Publication Date

2014

Document Type

Thesis

Committee Members

Jason Deibel (Committee Member), Brian Rigling (Committee Member), Michael Saville (Advisor)

Degree Name

Master of Science in Engineering (MSEgr)

Abstract

Recent work with the spectrum-parted linked image test (SPLIT) uses polarization with Fourier-based peak detection to qualify pixels for attributed scattering center (ASC) extraction from synthetic aperture radar (SAR) phase history data. SPLIT is a two-stage, non-linear technique to extract ASCs. The first stage qualifies pixels for ASC attribution, but suffers from imaging sidelobe energy. Error in pixel qualification propagates to stage two: pixel attribution. In this work, a new ASC extraction method is proposed. It is based on 2-D Prony method and motivated by SPLIT. Position estimation performance of SPLITs local peak detection is compared to the 2-D Prony method. 2D-Prony achieves up to 70 percent accuracy at 20dB signal-to-noise while local peak detection achieves up to 20 percent correct pixel qualification.
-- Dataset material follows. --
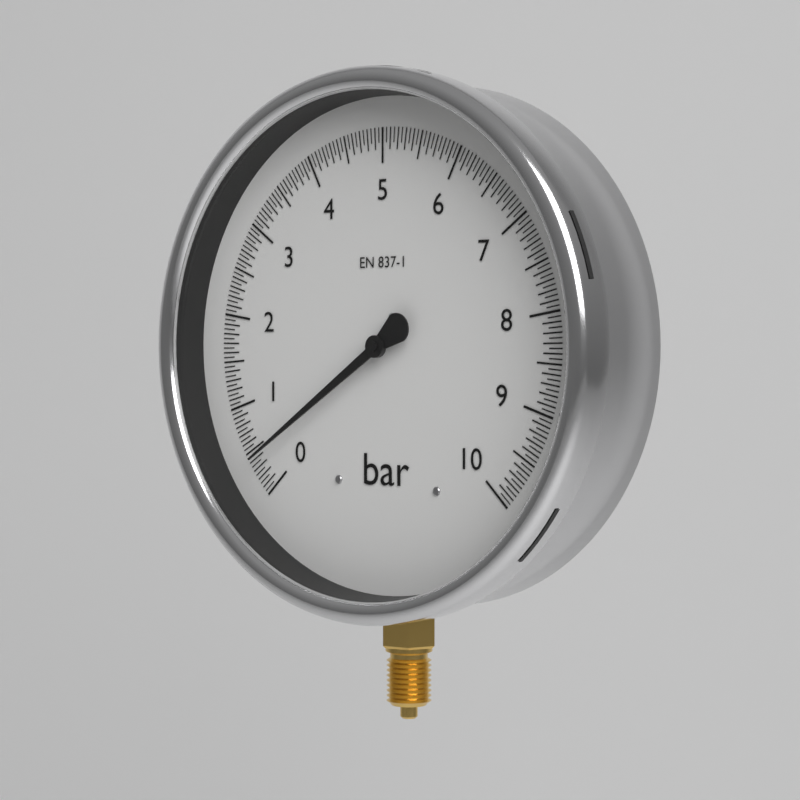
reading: 0.40 bar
In addition, correct pixel attribution for primitive shapes is shown to achieve 80 percent using 2-D Prony method and up to 98 percent using local peak detection. Although seemingly contradictory results, physical reasoning may explain the lower correct qualification rate with a higher attribution rate. Lastly, we present measurement methodology for complimenting the modeling and simulation methods.

Page Count

126

Department or Program

Department of Electrical Engineering

Year Degree Awarded

2014

Creative Commons License

Creative Commons Attribution-Noncommercial-No Derivative Works 3.0 License
This work is licensed under a Creative Commons Attribution-Noncommercial-No Derivative Works 3.0 License.